3. The “edgy bureaucrat” problem

Some people get this tattoo thinking they’re being subversive — co-opting official language for personal use. But the subversion doesn’t land. Instead of irony, it reads as confusion. Why would you brand yourself with the phrase officials use to avoid accountability?

If you’re determined to get it anyway:

Understand what you’re signaling. 无可奉告 works as a statement about privacy, boundaries, or distrust of institutions. Some people genuinely value these things and want the phrase as a declaration: “I owe you no explanations.”

If that is your intent, the 4 characters fit easily on inner forearm, wrist, or ankle. Calligraphy should be clean and formal — running script (行书) or regular script (楷书). This is not a phrase that benefits from artistic flourishes. Its power is in its cold efficiency.

Better alternatives for similar sentiments:

Option 1: 守口如瓶 (4 characters) “Guard mouth like a bottle.” Keep your mouth sealed like a stoppered vessel. This expresses the value of discretion and secrecy without the bureaucratic associations. It is personal wisdom rather than official evasion.

Option 2: 沉默是金 (4 characters) “Silence is gold.” A proverb that exists in both Chinese and English. Values reticence and knowing when to stay quiet. Universally understood and carries no institutional baggage.

Option 3: 知者不言 (4 characters) “Those who know do not speak.” From the Tao Te Ching. Philosophical rather than defensive. Suggests that true understanding transcends language rather than simply refusing to use it.

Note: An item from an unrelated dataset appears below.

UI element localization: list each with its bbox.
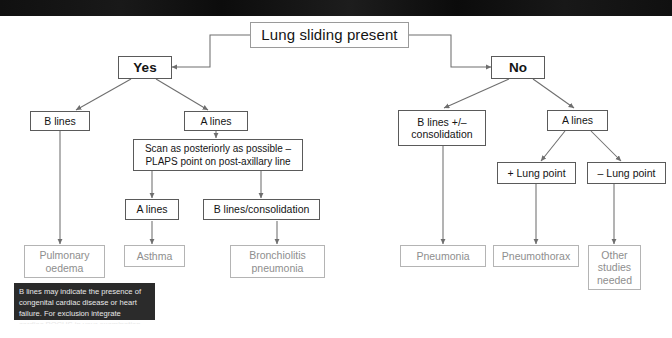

The rare case where it works:

Journalists, whistleblowers, or political dissidents sometimes adopt 无可奉告 as a badge of honor — acknowledging the phrase institutions use against them while reclaiming it. In this context, the tattoo reads as subversive. “I learned your language. Now I’m using it.”

But this requires the viewer to know your story. Without context, it just looks like you accidentally tattooed a press release.

Final verdict:

无可奉告 is a useful phrase to know. It teaches the art of strategic silence. But as permanent body art, it communicates “I have something to hide” or “I work in crisis communications.” Neither interpretation serves most people well. Consider the alternatives.